Most prominently, the price versus trust debate for utilities has centred around the energy retail sector and a perception that suppliers are reaping unfairly inflated profits or being deliberately opaque about why prices rise and fall as they do.

More recently however, suspicion about why consumers pay what they pay for essential services has extended to the world of monopoly utilities, creating some fundamental challenges to the legitimacy of privatised utility infrastructure owners.

Resolving consumer anxiety about how utility prices are set and whether they are receiving value for money from them is a complex challenge.

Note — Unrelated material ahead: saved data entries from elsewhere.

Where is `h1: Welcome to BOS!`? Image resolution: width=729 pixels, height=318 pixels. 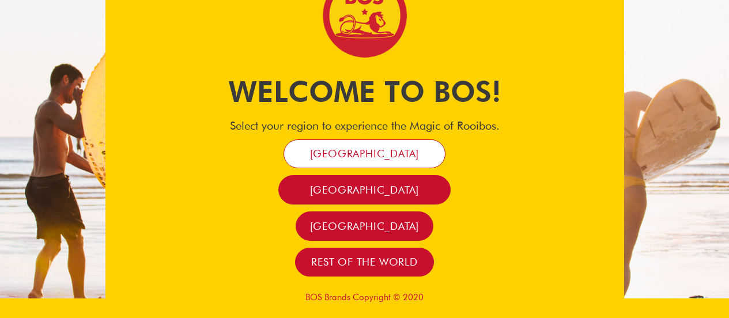 h1: Welcome to BOS! is located at coordinates (365, 92).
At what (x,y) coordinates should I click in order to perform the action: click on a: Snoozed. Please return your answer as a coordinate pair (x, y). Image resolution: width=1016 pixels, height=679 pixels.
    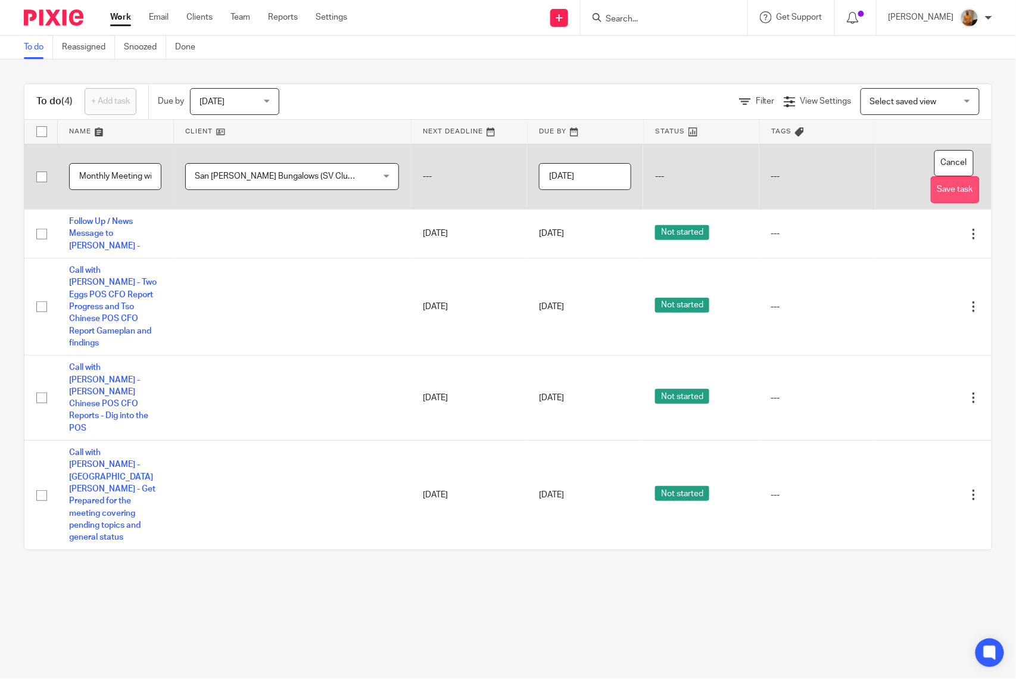
    Looking at the image, I should click on (145, 47).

In part, this is because consumers are not always rational or consistent in what they say about the influence of pricing on their trust in companies.

For example, in Utility Week’s recent consumer research, survey respondents were generally positive about the value for money they receive from utilities, but over half said that they would trust their utilities more if they could pay less – far more than said their trust levels would be boosted by better customer service.

This contradicts the logic that improved reliability or focus on excellent service and innovation will resolve industry trust issues. And the conundrums for utilities don’t stop there.

Further complexity is added thanks to utilities’ dual role as commercial enterprises and extensions of the welfare state. This makes building or rebuilding trust more difficult than it already is for most commercial enterprises. Utilities are expected to be self-sustaining businesses which can attract investors, compete (or outperform competitive simulators set by the regulator) and innovate, but they are also increasingly expected to look out for the most vulnerable in society, protecting continuity of supply at all costs, even if affected customers cease to pay.

However right this may be – given the essential nature of power, heat and water – there’s no doubt that utilities’ dual identity muddies the waters for consumer trust – and will increasingly do so as the sector experiences an unprecedented technological transformation which is raising new types of consumer exclusion and inequality.

And then there’s political and regulatory intervention on pricing, currently manifest both in monopoly price reviews and retail price regulation, which claims the goal of restoring customer trust in utility markets, but whose real impact is doubtful and runs the risk of significant unintended consequences, both for long term pricing and trust.

With such perplexing dynamics front of mind, Utility Week and WNS will pull together a comprehensive qualitative summary of industry opinion on the relationship between pricing and trust, combining this with observations on consumer responses to recent industry pricing developments and likely future pricing dynamics for the sector.

We hope the final report will become a touchstone for industry leaders trying to tackle trust challenges and justify their legitimacy. We look forward to discussing its findings at Utility Week Live.


The Utility Week-WNS Trust Council

In 2017 Utility Week and WNS joined forced to create the Trust Council, a group of senior industry leaders with responsibility for customer service and satisfaction in organisations spanning the energy and water sectors.

The Council meets regularly each year to share debate developments in the levels of consumer trust in the industry, consider new evidence on the factors which can influence this and share ideas about what action can be taken, individually and collectively.

The Council will also provide a key source of input for Utility Week and WNS’s forthcoming research on the pricing-trust conundrum for utilities.